Chess Programming: Bitboards

Published in Chess / Programming - 2 mins to read

Today the engine work began in earnest, and I’ve already made some decent progress. It can already hold a representation of a chessboard in memory, and tell you the position of the pieces on it - it can “see” the board if you will. It still has no idea about any of the rules of the game but, you know, baby steps.

It works using bitboards, as mentioned in previous entries. Each of these bitboards are 64-bit binary integers, and there are 12 that define the board state - one for each type of piece, for either colour. Each of these can then be iterated over to build up a representation of the board, and for now they are being cast into a multidimensional array to be written to my console for debugging.

So, how do you tell if there is, for example, a white rook on a certain square, just by looking at a 64 bit integer? Take the white rook bitboard for the starting position:

0000000000000000000000000000000000000000000000000000000010000001

Well, it turns out you can do some neat stuff with bitwise operators (which seems to be a big theme in writing performant chess engines from what I can tell). If we think of each digit in the bitboard as a square on a chessboard, obviously each time the digit is a ‘1’, that means a white rook is on that square. In order to check every square, we can write a for loop that right-shifts each square one at a time, and then checks to see if a one is present by using the logical and operator & to see if the relevant digit is a ‘1’, like so:

for (int i = 0; i < 64; i++)
    {
        if (((wRook >> i) & 1) == 1)
        {
            Console.WriteLine("There's a white rook here!");
        } else
        {
            Console.WriteLine("No white rook to be found...)
        }
    }

The challenge for tomorrow is to teach it how the pieces move - which is going to involve a whole lot more bitboards and bitwise operations. Wish me luck!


Output what the records say, word for word, with no images.

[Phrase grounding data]
···

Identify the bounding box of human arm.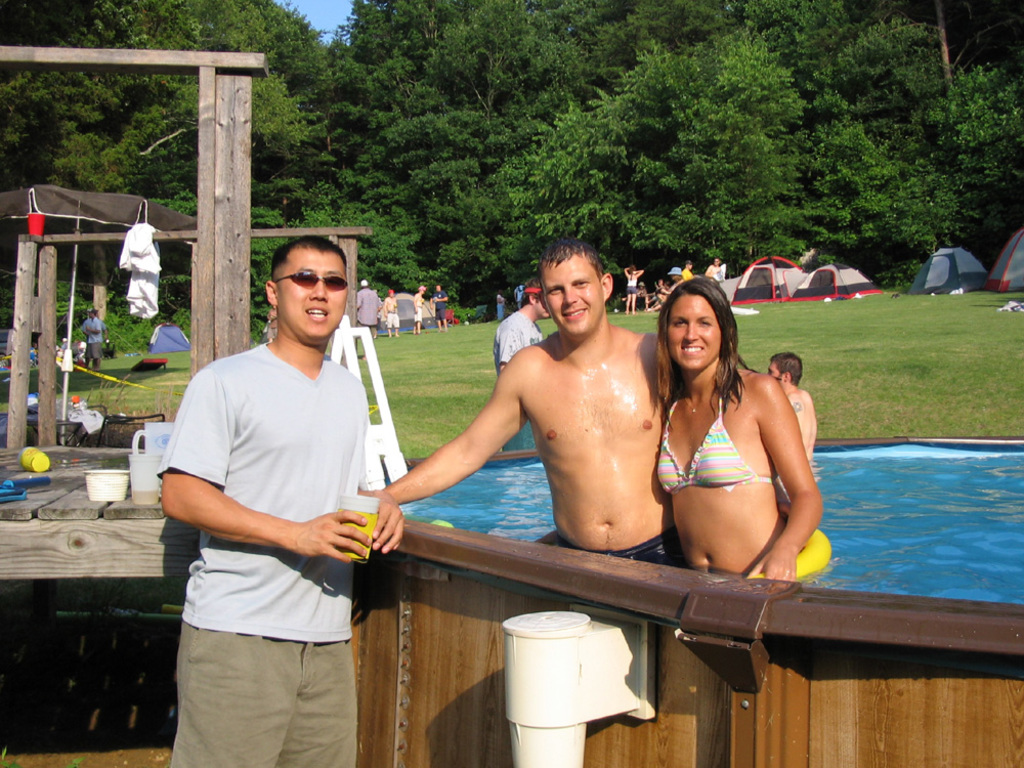
locate(366, 346, 530, 556).
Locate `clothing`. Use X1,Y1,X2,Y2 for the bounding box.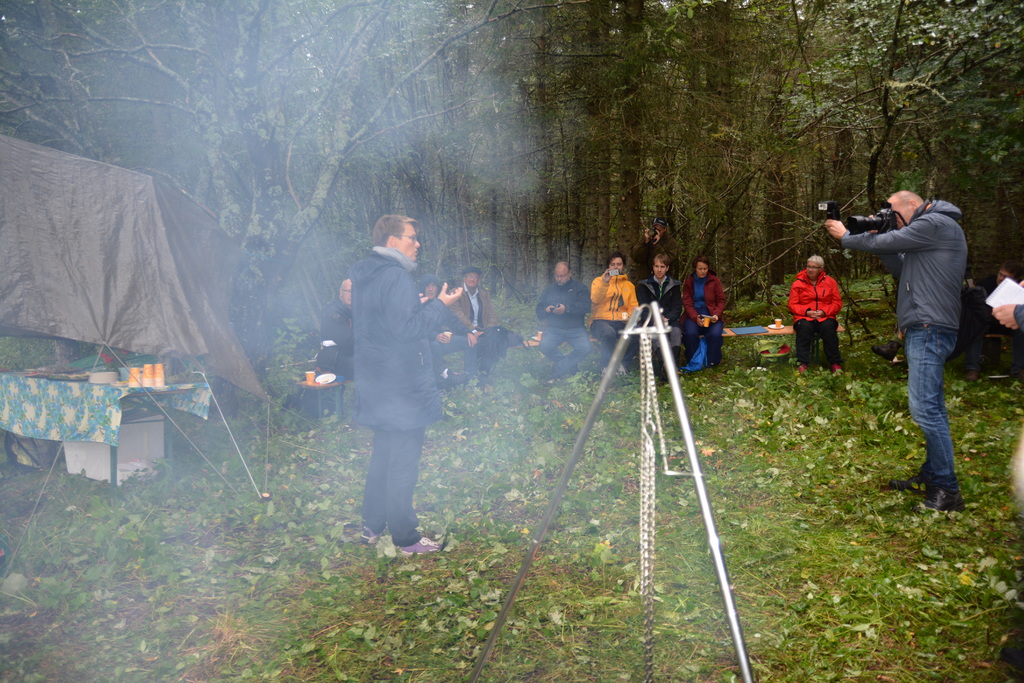
334,299,355,382.
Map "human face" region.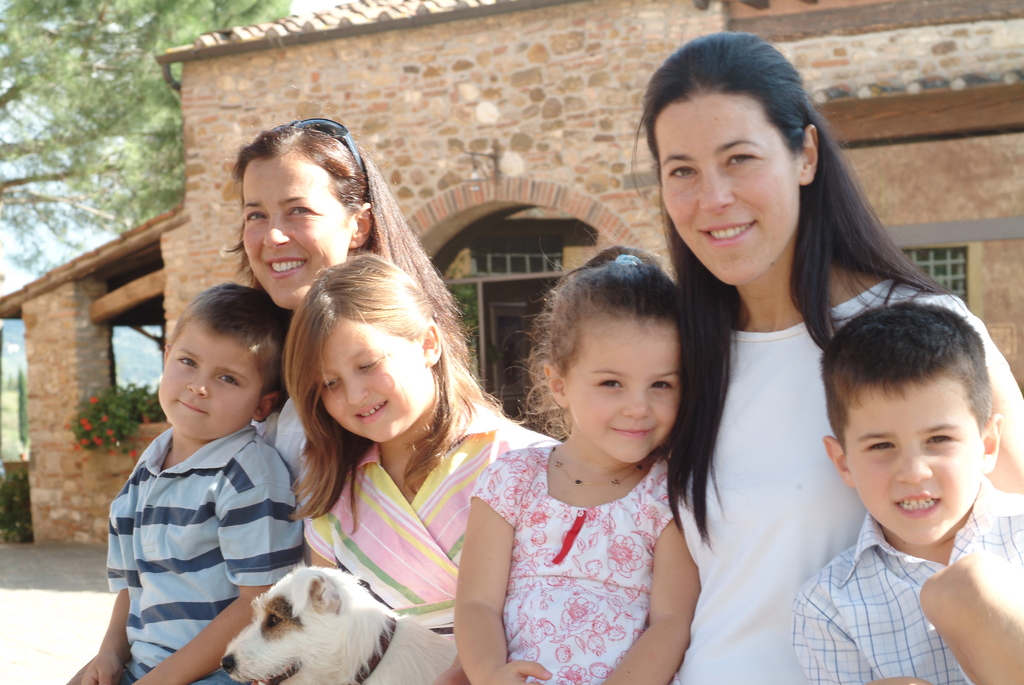
Mapped to {"left": 243, "top": 159, "right": 346, "bottom": 305}.
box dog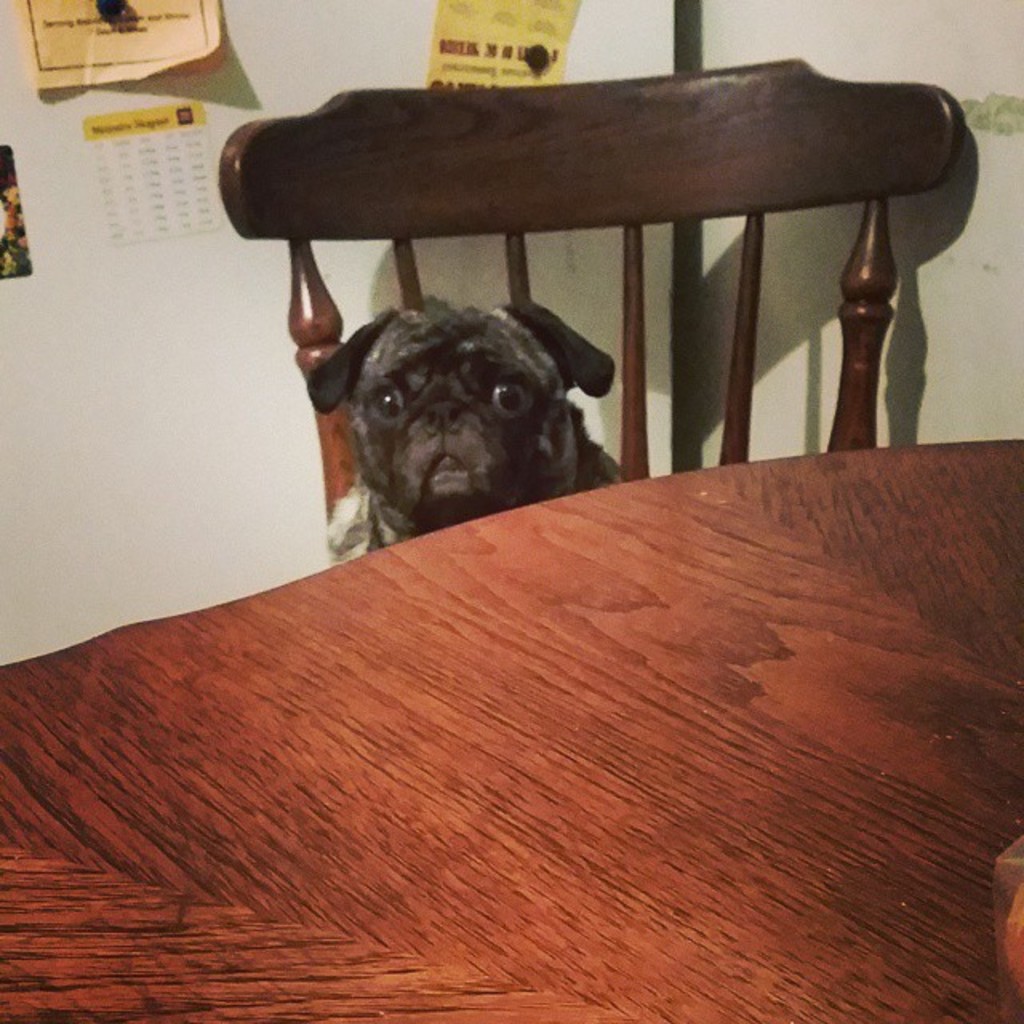
(304,304,622,554)
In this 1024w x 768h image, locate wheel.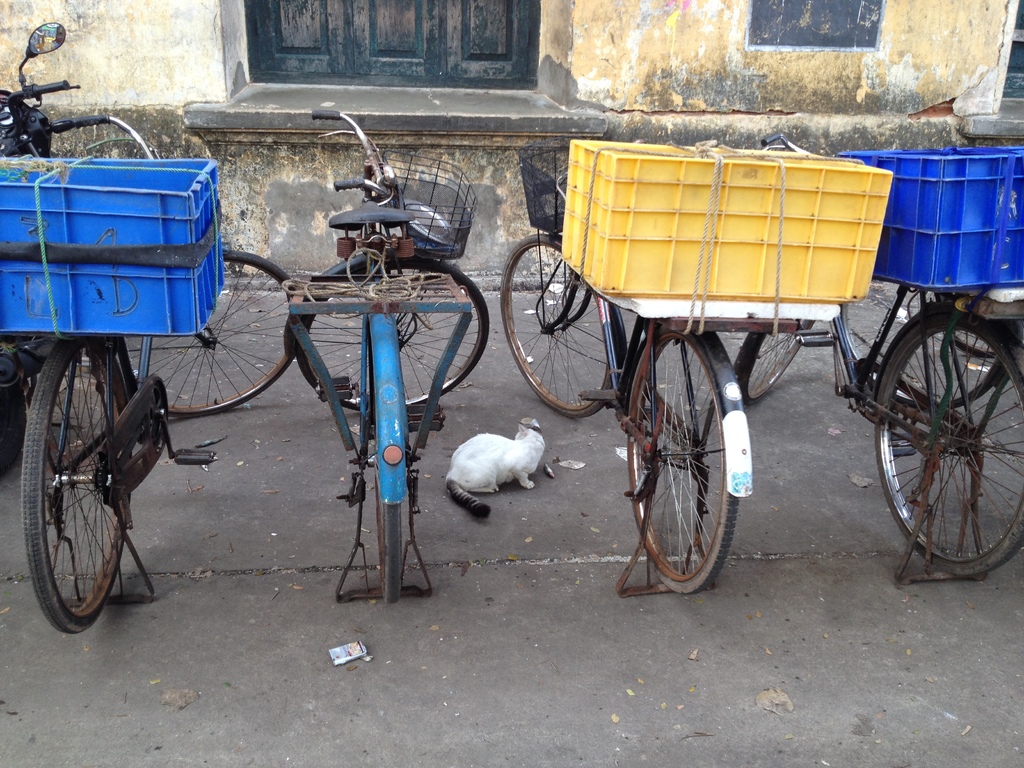
Bounding box: rect(100, 249, 308, 417).
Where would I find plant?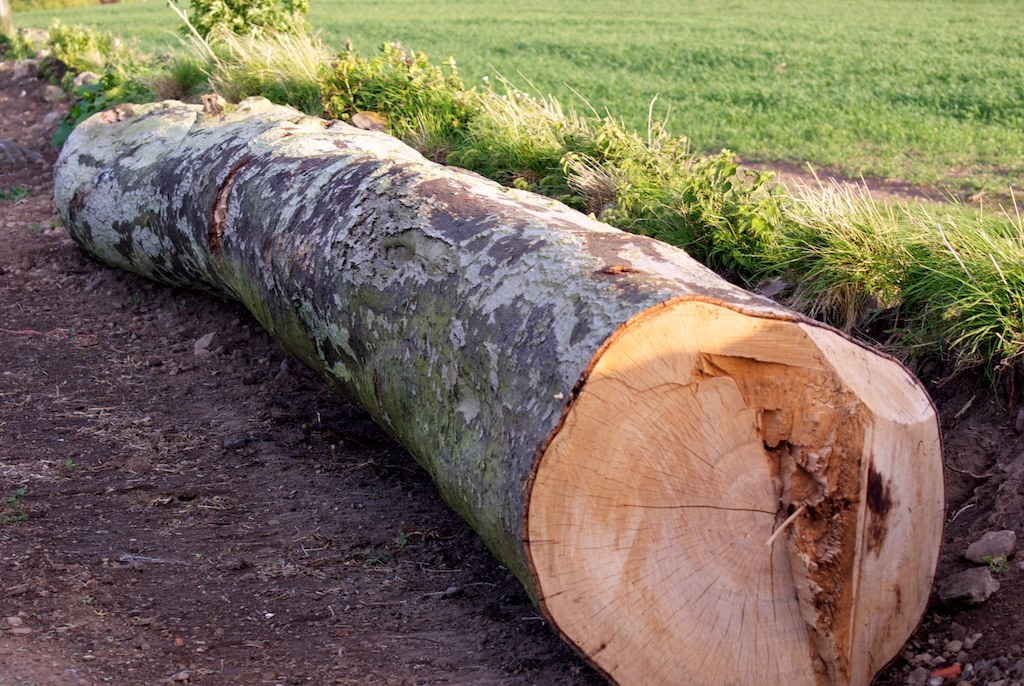
At bbox=[447, 70, 603, 189].
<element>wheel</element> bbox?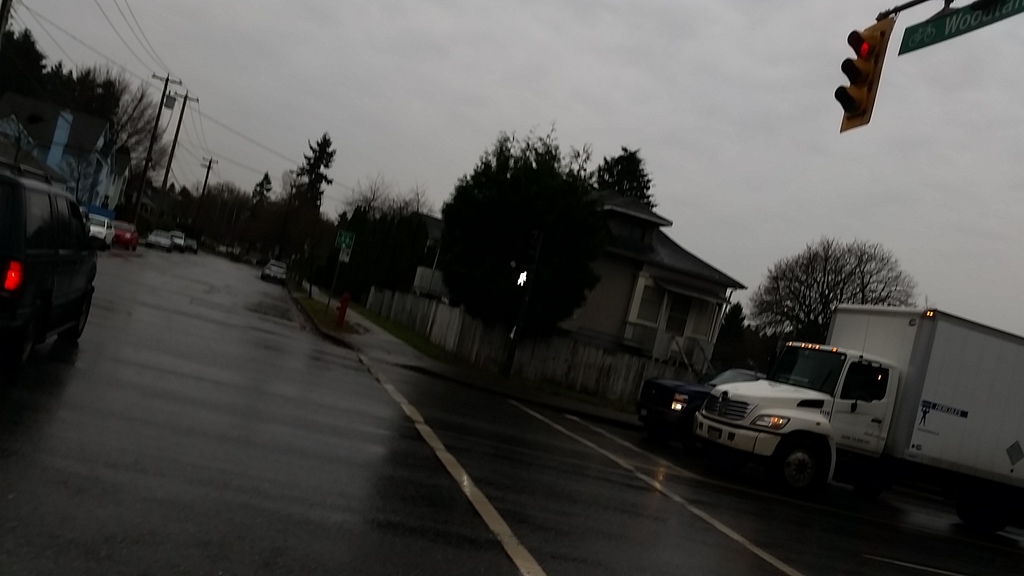
765 447 847 498
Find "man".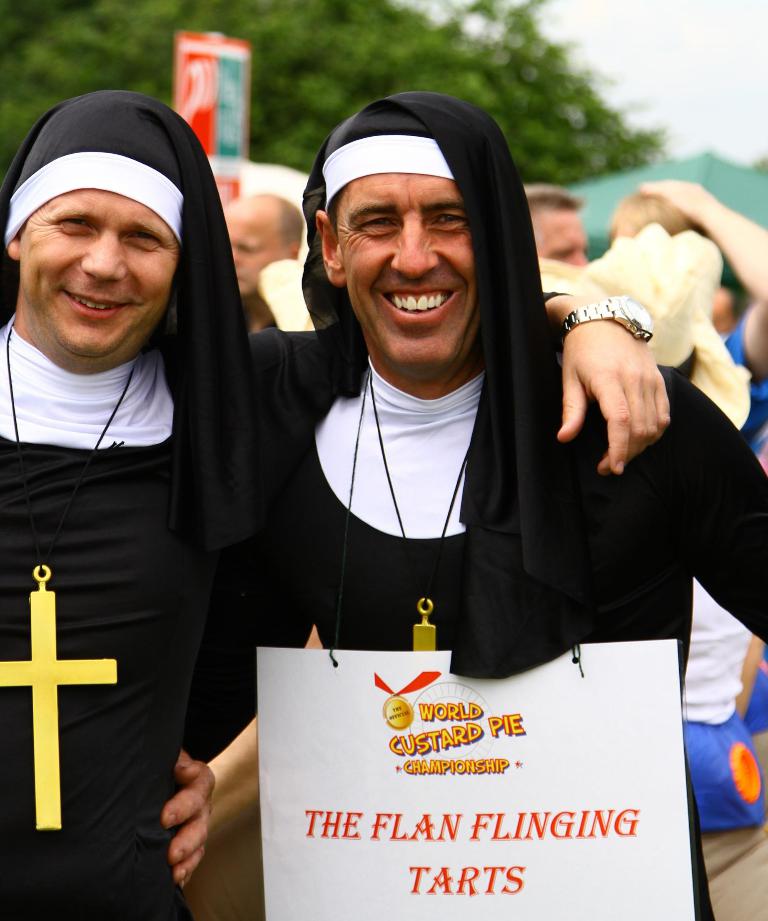
select_region(225, 195, 298, 336).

···

ANSWER TO THIS PROBLEM ::
Identify the bounding box of human arm.
locate(366, 346, 530, 556).
Locate `clothing`. Use X1,Y1,X2,Y2 for the bounding box.
334,299,355,382.
Map "human face" region.
Mapped to {"left": 243, "top": 159, "right": 346, "bottom": 305}.
box dog
(304,304,622,554)
In this 1024w x 768h image, locate wheel.
Bounding box: rect(100, 249, 308, 417).
Where would I find plant?
At bbox=[447, 70, 603, 189].
<element>wheel</element> bbox?
765 447 847 498
Find "man".
select_region(225, 195, 298, 336).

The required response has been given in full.